How to use Gemini for your job hunt
Gemini (Google's model) is the right choice if you're already living in Google Workspace. Here's where it wins, where it loses to ChatGPT and Claude, and the 5 prompts that produce the best output with Gemini specifically.
The short answer
Gemini is best when your workflow is already in Gmail and Google Docs — it integrates with both natively, which is genuinely useful for outreach drafts and resume editing inside Docs. The model itself (Gemini 2.0) is competitive with ChatGPT for most tasks and slightly behind Claude on long structured prompts. If you don't use Google Workspace heavily, the integration advantage doesn't matter and Claude/ChatGPT are easier.
Where Gemini wins
Gemini wins on the integration, not the model itself:
- Gmail integration. Drafting cold outreach, networking emails, and follow-ups inside Gmail's compose window with Gemini is materially faster than copy-pasting between ChatGPT and Gmail. For job-hunt outreach specifically, this is the killer feature.
- Google Docs integration. Editing your resume in Docs with Gemini's side-panel suggestions is faster than the ChatGPT-then-copy-back workflow. The refuse-to-invent prompt structure still works.
- Free tier is generous. Gemini's free tier handles most job-hunt prompts without hitting limits, including longer documents.
- Image-aware resume review. Gemini can look at a screenshot of your formatted resume (not just the text) and flag layout issues that text-only models can't see.
- Calendar integration for interview prep. When you ask Gemini to prep you for an interview, it can see your upcoming calendar events. Niche but useful.
Where Gemini loses to other tools
Gemini loses to Claude on long structured prompts — the 30-line prompts on SnipPrompts (with persona, constraints, banned phrases) work but Gemini occasionally drops the banned-phrase constraint in long outputs. ChatGPT Plus is generally more reliable for cover letters where the “refuse to write generic” constraint is doing the work; Gemini sometimes writes a generic version anyway. If you're not in Google Workspace, the integration advantage disappears and the model alone isn't compelling.
The 5 prompts that work best with Gemini
Every prompt on SnipPrompts is structured around three rules — a narrow persona seed, a refuse-to-invent gate, and a banned-phrase list. All three travel across tools. The 5 prompts below are the ones that produce the best output specifically with Gemini:
- Writing a Resume — refuse-to-invent gate keeps the output honest.
- Writing a Cover Letter — refuse-to-generic gate forces a specific reason.
- Job Interview Prep — treats the model as mock interviewer, not study guide.
- Salary Negotiation Email — soft language, specific comp data, fallback offered.
- LinkedIn Profile — the 3 sentences a recruiter scans for in 8 seconds.
One tool-specific tip
Gemini-specific tip: for cold outreach emails (networking, recruiter follow-ups), open Gmail compose first, then trigger Gemini from inside compose. The drafts come out shorter and more in-Gmail-tone than if you ask Gemini in the chat interface and paste back. Material difference in reply rate when the email reads as written-in-Gmail vs. obviously-pasted-from-AI.
If job hunting is the use case
The Job Hunter's AI Bundle is the deeper version of the job-hunt prompts — 44 prompts, 8 negotiation scripts, 5 modules, 118-page PDF + Notion workspace. All of it works with Gemini. $39, 30-day no-questions refund.
Where to start
Open Gemini (gemini.google.com — free tier is enough). Start with the networking email prompt — Gemini's Gmail integration is where it most clearly beats ChatGPT, and outreach is high-leverage. Then try the resume prompt inside Google Docs with Gemini's side-panel. If the Workspace integration feels useful, you're in the right tool; if it doesn't, Claude is the better pick.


* [Goal of the exercise]
Once the line containing "What do you see at coordinates (88, 196)" is located, output it and every line after it through the end of the records, exactly as written and nothing else.

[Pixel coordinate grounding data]
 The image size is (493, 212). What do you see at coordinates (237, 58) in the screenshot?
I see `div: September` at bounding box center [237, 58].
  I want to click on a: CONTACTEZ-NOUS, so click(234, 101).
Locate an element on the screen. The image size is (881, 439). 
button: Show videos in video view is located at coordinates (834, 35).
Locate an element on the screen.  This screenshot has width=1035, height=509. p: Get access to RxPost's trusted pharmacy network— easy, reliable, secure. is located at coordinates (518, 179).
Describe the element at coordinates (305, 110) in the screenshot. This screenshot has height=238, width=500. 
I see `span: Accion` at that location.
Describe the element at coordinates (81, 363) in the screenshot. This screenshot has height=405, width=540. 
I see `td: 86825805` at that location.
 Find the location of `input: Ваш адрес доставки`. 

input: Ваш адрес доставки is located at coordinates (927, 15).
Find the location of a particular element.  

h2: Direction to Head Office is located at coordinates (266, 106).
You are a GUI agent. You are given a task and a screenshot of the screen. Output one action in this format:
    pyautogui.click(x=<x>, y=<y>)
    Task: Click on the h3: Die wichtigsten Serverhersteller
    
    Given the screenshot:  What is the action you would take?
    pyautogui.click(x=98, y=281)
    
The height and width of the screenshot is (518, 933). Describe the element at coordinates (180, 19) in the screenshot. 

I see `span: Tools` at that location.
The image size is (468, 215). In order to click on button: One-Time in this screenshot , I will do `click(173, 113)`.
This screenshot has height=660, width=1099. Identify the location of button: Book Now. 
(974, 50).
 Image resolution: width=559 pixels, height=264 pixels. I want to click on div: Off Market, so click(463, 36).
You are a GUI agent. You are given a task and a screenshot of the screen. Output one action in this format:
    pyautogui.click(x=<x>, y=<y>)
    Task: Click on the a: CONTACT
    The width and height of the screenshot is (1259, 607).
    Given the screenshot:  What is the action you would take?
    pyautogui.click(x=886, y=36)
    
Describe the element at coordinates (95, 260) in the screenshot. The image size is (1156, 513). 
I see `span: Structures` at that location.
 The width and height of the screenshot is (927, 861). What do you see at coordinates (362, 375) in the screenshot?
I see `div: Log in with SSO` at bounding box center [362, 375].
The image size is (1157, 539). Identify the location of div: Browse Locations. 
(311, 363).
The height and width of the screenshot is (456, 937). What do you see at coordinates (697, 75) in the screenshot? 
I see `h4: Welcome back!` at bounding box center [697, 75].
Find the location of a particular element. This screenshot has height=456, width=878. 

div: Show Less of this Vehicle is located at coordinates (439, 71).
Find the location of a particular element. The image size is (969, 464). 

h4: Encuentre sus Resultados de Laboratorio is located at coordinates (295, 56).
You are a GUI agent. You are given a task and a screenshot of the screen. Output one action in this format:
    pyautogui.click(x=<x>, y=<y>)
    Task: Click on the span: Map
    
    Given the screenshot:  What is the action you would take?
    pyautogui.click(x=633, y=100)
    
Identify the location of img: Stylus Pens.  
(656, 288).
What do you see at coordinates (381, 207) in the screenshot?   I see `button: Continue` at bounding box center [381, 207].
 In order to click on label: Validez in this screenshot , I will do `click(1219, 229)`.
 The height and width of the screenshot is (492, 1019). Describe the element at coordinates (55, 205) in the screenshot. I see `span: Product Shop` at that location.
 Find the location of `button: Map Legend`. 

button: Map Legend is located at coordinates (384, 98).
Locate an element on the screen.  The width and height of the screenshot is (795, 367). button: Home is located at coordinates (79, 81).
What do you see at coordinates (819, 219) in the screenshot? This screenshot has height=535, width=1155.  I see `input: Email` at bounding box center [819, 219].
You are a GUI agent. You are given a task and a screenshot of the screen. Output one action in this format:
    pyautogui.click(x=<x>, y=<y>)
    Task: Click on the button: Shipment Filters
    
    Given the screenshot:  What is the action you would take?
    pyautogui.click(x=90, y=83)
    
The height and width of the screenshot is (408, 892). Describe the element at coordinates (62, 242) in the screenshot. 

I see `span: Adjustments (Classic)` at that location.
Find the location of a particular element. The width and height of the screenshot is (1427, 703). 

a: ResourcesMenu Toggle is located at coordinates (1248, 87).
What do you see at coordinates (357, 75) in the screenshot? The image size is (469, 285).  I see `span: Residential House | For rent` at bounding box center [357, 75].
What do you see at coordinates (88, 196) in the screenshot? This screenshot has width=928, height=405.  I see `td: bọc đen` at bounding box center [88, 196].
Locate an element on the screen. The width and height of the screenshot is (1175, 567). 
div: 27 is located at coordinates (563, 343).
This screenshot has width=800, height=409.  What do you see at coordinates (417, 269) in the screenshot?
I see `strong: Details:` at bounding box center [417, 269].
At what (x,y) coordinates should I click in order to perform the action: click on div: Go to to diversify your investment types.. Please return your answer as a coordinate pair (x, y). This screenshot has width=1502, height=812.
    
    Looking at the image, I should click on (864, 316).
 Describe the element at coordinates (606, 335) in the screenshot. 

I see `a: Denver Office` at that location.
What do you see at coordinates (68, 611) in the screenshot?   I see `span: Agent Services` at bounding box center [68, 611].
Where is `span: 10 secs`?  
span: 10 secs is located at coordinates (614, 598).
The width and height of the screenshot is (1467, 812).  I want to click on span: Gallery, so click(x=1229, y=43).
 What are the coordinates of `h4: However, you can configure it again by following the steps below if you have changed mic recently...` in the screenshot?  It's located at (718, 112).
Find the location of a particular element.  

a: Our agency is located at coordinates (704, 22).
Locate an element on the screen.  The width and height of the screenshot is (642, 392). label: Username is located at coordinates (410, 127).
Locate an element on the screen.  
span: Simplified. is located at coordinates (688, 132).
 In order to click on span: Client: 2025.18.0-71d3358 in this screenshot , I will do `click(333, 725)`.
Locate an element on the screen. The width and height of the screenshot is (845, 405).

* [Task output]
What do you see at coordinates (88, 196) in the screenshot? This screenshot has width=928, height=405.  I see `td: bọc đen` at bounding box center [88, 196].
Locate an element on the screen. The width and height of the screenshot is (1175, 567). 
div: 27 is located at coordinates (563, 343).
This screenshot has width=800, height=409.  What do you see at coordinates (417, 269) in the screenshot?
I see `strong: Details:` at bounding box center [417, 269].
At what (x,y) coordinates should I click in order to perform the action: click on div: Go to to diversify your investment types.. Please return your answer as a coordinate pair (x, y). This screenshot has width=1502, height=812.
    
    Looking at the image, I should click on (864, 316).
 Describe the element at coordinates (606, 335) in the screenshot. 

I see `a: Denver Office` at that location.
What do you see at coordinates (68, 611) in the screenshot?   I see `span: Agent Services` at bounding box center [68, 611].
Where is `span: 10 secs`?  
span: 10 secs is located at coordinates (614, 598).
The width and height of the screenshot is (1467, 812).  I want to click on span: Gallery, so click(x=1229, y=43).
 What are the coordinates of `h4: However, you can configure it again by following the steps below if you have changed mic recently...` in the screenshot?  It's located at (718, 112).
Find the location of a particular element.  

a: Our agency is located at coordinates (704, 22).
Locate an element on the screen.  The width and height of the screenshot is (642, 392). label: Username is located at coordinates (410, 127).
Locate an element on the screen.  
span: Simplified. is located at coordinates (688, 132).
 In order to click on span: Client: 2025.18.0-71d3358 in this screenshot , I will do `click(333, 725)`.
Locate an element on the screen. The width and height of the screenshot is (845, 405).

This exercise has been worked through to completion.